Do it, Mr. Malleson. Do all you can for him. Get every one else to do everything in their power to hold up his hands in this splendid fight he's making against aristocratic tyranny."

"I will, Mrs. Bradley. You can rest assured that my hat's in the ring for him. I'll go see him this morning and ask what I can do. No, I can't see him this morning. I promised Jane Chichester to take her out in my car to Blooming Grove, and I suppose I've got to do it, or I won't hear the end of it. But I'm with him, Mrs. Bradley, heart and soul."

She smiled again, and rose and gave him her hand.

"Thank you so much!" she said as she permitted her hand to remain in his grasp. "You are a real crusader."

Barry did not know just what a crusader was, but he did know that Mrs. Bradley smiled on him, and looked at him out of eloquent eyes, and he went out from her presence with such a buoyant sensation of pride and happiness as, in all his life before, he had never experienced.

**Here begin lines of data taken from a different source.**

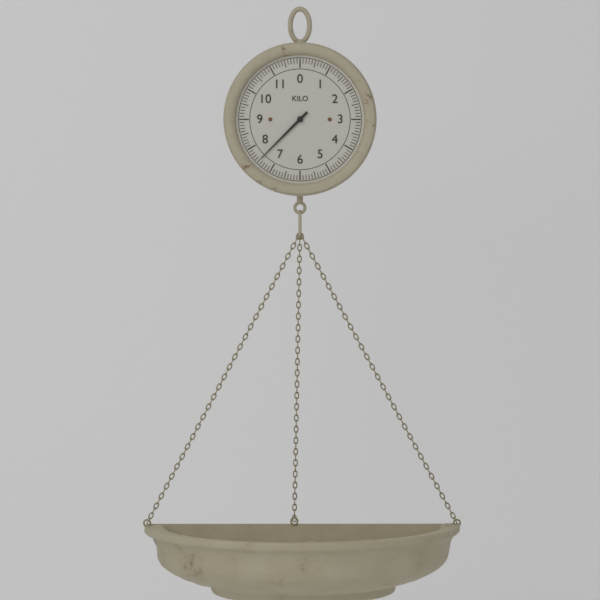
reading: 7.5 kg
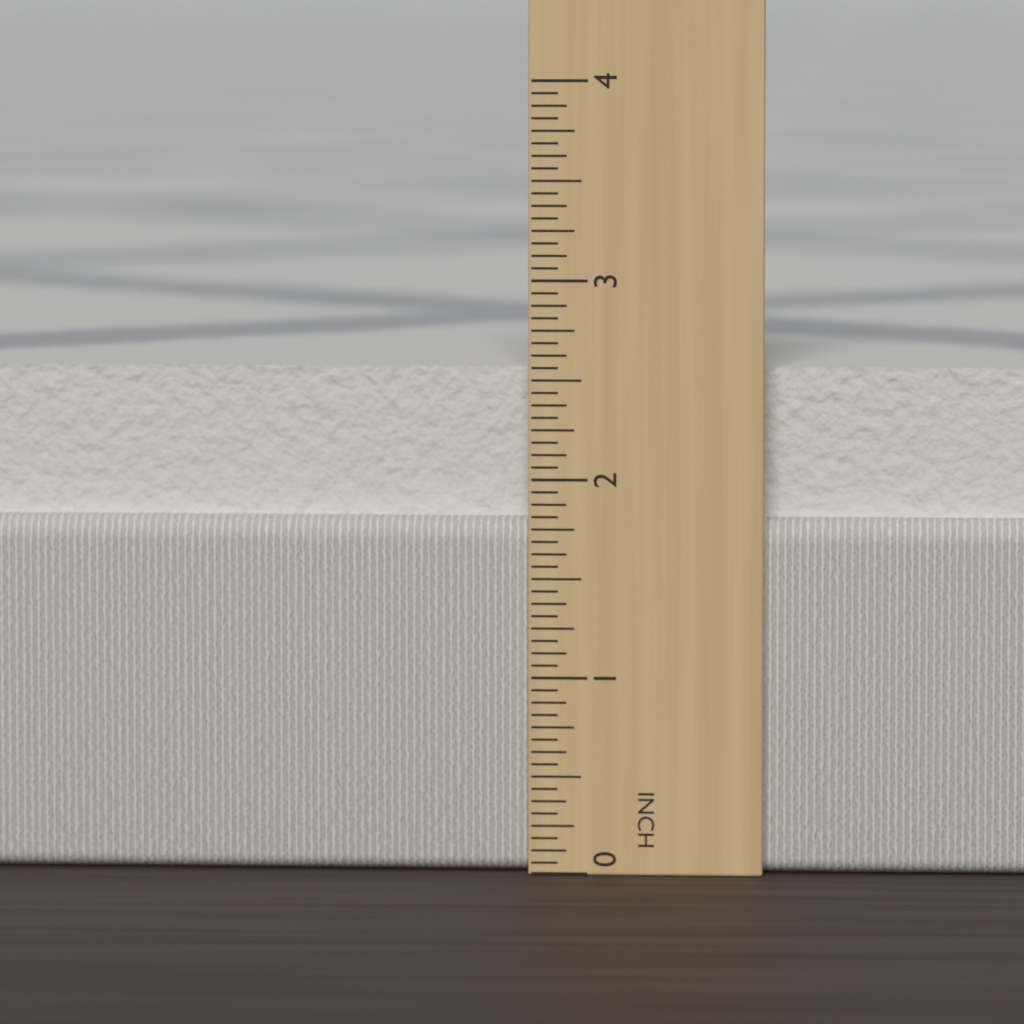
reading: 2.5625 in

After he had gone the secretary of the Socialist League turned again to her books and papers, but she did not resume her work. Instead she sat staring out through the dim window at the dead-wall across the area. What was there about a dead-wall that could, with such foreboding significance, so hold her gaze?

A woman entered her office and interrupted her musings. She turned toward her visitor impatiently, but not discourteously.

"I have not yet had an opportunity," she said, in answer to the woman's inquiry, "to take up your matter with the directors of the League."

"Then I hope you'll soon find one," was the reply. "You should know that it is of the utmost importance, both to your organization and to ours, that we should know definitely and without delay where you stand in the matter."